Fantasia 2020, Part XX: Cosmic Candy
There is, or was, or might have been according to some, a movement in Greek cinema that started and flourished in the first half of the second decade of the twenty-first century called the Greek Weird Wave. This movement, if it existed — and Lanthimos himself is skeptical, while others say it’s a thing of the past — was perceived to be anchored by the films of Yorgos Lanthimos and Athina Rachel Tsangari, and characterised by surreal plot situations, precise cinematography and alienated, emotionally muted characters. (It’s quite far from prose weird fiction or even the New Weird, often lacking any element of the fantastic.) Were the Weird Wave is a thing to have ever existed, it would be very tempting to place Rinio Dragasaki’s debut feature Cosmic Candy within it.
Written by Dragasaki with Katerina Kaklamani, it follows Anna (Maria Kitsou), a youngish woman who works at a convenience store and is addicted to Cosmic Candy, a sugary substance the store’s decided to no longer carry. Anna suffers from OCD and, apparently, at least mild depression, ordering fitness equpiment online that she never opens. Then she comes home one evening to find a young girl, her neighbour Persa (Pipera Maya), hanging around her front door. Persa’s father has vanished, and despite herself Anna takes in the extroverted high-energy Persa. Anna’s own father, we learn, vanished some time ago, and the main part of the film is the bonding between Anna and Persa as Anna investigates Persa’s life. She tries to understand what’s happened to Persa’s father and where the girl can live long-term, while at the same time trying not to get fired from her job, and helping Persa prepare for her school pageant.
You can see the outline of some very familiar story structures in the foregoing, and one of the interesting aspects of Cosmic Candy is the way it uses those structures while also occasionally pushing back against them. There is overall a straightforwardness to the film, but it’s pulled into some unusual shapes by Anna’s mental and emotional states, and a mounting tendency to the surreal. Some elements of it struck me as possibly referring to cultural knowledge I did not have (specifically the significance Persa’s school play, in which she plays a figure from the 19th-century struggle for Greek Independence). But the story’s always clear, and told with a distinctive gentleness, a sympathy for all its characters. As it goes on it becomes more surreal, anchored always by subtly powerful cinematography and the alienated Anna’s muted emotional reaction: thus, perhaps, part of the Weird Wave, if such a thing exists.
Technically Cosmic Candy can be said to be a genre story in that there’s a mystery, and a tale of crime seen edge-on. Mostly, though, it’s a story of a mismatched couple coming to bond and shape each other’s world. As such it’s perfectly solid; you see why the two characters are drawn to each other despite their basic differences in temperament, and the adventures and exploits they pull each other into are well-planned and build well — if it’s clear that Persa’s play will always be the climax of the film, an extended road trip the two of them take in search of another of her family members nicely diverts the tale for just long enough, giving us a less expected dimension.




Back in my 2014, my first year covering the Fantasia Festival for Black Gate, I reviewed an animated movie called 


I try to keep an eye on comics, but like many people my first exposure to Pepe the Frog was as a poorly-drawn meme spouting racism. I remember reading about Pepe’s comics origin, but the name of Matt Furie, the cartoonist who created him, remained a piece of trivia. As did his comic Boy’s Club, where the frog first appeared. Now there’s a documentary telling the whole story of Furie, Pepe, and Boy’s Club — a tale of politics, appropriation, and how art can be used in ways the artist could not imagine, for worse and for better. 

One of the genuinely wonderful things about covering a film festival is occasionally getting to be among the first audiences for a movie trying something new. That is, being an early viewer of a movie that does things unlike other movies, and getting to make one’s own mind up on whether those things work. Movies at a festival have often not had a critical consensus formed around them, and have not yet been defined by other writers or had their influences mapped out. You as the viewer are alone with the thing, almost contextless, in a way that’s rare these days.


▶ **WHAT YOU HAVE TO DO**:
Whenever a line in the records below holds the string "layer", copy it out.

*** INPUT RECORDS Section Begins ***

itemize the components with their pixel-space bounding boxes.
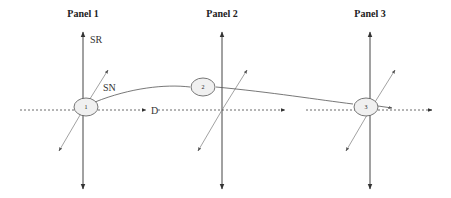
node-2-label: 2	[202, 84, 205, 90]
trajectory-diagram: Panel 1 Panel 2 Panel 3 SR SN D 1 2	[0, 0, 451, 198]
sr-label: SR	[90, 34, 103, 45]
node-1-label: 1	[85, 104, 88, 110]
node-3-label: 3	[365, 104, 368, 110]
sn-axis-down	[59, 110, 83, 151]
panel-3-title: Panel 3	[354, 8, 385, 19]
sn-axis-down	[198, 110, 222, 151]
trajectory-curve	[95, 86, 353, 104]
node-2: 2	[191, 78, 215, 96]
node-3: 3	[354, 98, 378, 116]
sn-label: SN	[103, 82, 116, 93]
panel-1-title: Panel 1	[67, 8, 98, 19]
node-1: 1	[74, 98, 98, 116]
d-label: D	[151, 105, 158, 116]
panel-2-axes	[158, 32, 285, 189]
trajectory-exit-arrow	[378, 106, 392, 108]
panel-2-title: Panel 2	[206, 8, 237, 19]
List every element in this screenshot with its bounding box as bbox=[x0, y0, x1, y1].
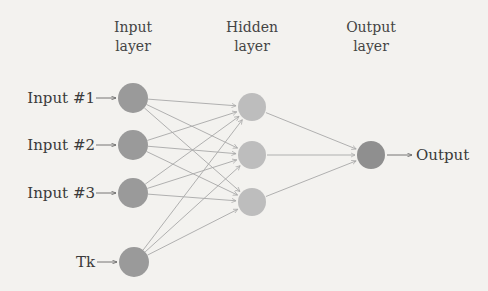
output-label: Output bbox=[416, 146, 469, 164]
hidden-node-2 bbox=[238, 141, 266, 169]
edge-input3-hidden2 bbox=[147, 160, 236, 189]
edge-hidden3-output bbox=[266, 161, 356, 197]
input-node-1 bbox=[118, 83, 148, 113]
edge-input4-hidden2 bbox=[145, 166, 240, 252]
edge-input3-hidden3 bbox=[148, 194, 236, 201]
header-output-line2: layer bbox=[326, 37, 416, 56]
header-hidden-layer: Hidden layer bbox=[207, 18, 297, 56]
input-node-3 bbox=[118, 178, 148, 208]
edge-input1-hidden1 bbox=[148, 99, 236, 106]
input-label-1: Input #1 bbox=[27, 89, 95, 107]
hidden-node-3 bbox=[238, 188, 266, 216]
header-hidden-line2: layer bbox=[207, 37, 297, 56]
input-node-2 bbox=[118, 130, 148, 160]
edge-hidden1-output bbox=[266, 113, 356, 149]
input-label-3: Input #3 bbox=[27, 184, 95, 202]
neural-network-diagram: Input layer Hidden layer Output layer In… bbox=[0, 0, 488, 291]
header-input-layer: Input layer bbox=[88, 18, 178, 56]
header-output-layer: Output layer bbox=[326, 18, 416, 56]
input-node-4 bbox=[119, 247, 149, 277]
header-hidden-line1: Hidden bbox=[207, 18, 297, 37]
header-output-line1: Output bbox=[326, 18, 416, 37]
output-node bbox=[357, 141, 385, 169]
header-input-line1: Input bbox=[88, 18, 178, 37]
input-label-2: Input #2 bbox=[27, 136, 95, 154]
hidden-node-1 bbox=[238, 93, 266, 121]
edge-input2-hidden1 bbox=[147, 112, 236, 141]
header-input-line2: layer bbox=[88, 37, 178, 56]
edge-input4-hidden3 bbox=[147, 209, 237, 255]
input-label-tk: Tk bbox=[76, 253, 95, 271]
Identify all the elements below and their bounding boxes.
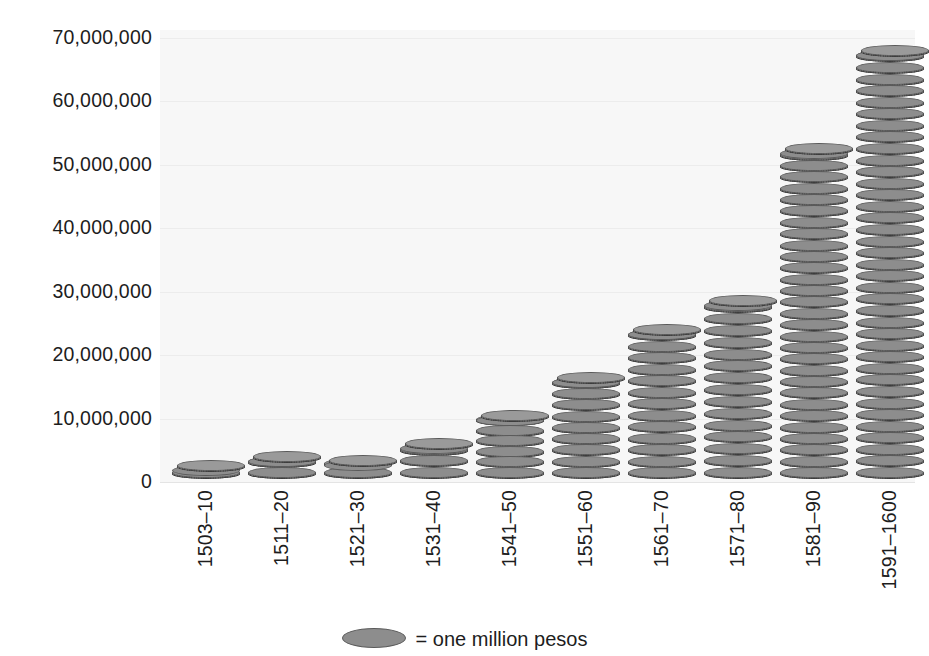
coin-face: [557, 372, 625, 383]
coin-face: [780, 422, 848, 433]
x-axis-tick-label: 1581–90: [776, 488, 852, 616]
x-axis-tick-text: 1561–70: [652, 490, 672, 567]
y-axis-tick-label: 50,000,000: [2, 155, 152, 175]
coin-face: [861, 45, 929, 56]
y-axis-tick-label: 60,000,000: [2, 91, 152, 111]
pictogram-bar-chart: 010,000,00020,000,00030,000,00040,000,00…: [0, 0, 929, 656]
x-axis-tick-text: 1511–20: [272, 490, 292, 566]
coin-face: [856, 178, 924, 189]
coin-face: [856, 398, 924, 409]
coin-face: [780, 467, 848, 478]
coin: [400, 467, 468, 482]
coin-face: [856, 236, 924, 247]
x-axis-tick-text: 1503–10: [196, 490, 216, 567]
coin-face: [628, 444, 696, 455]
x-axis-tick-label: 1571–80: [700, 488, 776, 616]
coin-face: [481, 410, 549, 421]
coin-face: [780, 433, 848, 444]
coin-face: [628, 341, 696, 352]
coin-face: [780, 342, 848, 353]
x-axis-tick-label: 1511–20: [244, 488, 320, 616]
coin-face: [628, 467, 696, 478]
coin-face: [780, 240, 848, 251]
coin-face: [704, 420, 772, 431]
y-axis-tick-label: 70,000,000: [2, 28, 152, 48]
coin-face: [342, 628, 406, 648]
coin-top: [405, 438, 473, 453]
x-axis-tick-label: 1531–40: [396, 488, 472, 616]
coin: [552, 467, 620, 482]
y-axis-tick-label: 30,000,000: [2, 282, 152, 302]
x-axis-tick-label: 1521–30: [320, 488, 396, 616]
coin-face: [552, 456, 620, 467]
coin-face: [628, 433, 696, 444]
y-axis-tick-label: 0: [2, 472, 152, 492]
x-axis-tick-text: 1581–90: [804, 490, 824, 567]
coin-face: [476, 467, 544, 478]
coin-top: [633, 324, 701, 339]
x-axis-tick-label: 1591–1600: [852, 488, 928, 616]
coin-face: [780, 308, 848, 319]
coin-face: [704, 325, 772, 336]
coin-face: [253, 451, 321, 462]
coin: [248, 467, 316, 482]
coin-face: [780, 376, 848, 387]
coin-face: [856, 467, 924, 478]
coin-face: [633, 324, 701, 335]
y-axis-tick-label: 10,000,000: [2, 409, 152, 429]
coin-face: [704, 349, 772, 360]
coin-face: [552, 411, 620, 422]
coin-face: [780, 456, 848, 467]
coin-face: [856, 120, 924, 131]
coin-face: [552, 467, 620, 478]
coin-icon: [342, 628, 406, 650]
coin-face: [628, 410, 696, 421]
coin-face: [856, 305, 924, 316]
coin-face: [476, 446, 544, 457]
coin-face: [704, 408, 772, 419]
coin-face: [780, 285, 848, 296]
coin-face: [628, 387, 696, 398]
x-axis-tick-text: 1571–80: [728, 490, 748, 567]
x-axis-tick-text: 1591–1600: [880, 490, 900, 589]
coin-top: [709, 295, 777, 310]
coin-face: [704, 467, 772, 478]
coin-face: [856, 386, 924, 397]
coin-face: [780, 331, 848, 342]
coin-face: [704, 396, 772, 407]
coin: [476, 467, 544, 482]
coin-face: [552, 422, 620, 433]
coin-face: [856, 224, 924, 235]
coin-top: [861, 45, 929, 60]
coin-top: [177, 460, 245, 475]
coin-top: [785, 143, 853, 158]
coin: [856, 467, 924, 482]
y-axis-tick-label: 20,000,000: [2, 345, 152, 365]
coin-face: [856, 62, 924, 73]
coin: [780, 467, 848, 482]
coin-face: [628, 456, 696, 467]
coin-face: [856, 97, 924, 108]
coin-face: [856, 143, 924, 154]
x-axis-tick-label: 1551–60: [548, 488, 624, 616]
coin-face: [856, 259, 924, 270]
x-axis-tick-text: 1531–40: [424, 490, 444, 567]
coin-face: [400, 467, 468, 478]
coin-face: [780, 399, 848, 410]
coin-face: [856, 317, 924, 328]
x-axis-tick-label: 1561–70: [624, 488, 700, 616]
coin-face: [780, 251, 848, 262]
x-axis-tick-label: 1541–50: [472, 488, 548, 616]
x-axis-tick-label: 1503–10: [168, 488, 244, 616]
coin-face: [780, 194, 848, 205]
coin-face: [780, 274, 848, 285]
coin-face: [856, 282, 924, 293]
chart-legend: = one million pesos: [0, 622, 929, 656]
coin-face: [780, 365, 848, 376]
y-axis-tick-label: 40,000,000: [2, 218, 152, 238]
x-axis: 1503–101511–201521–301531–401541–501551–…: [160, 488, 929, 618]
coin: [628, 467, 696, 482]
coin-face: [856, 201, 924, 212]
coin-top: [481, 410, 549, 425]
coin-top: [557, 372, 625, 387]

*** INPUT RECORDS Section Ends ***

▶ **SOLUTION**:
header-output-line2: layer bbox=[326, 37, 416, 56]
header-hidden-layer: Hidden layer bbox=[207, 18, 297, 56]
header-hidden-line2: layer bbox=[207, 37, 297, 56]
neural-network-diagram: Input layer Hidden layer Output layer In… bbox=[0, 0, 488, 291]
header-input-layer: Input layer bbox=[88, 18, 178, 56]
header-output-layer: Output layer bbox=[326, 18, 416, 56]
header-input-line2: layer bbox=[88, 37, 178, 56]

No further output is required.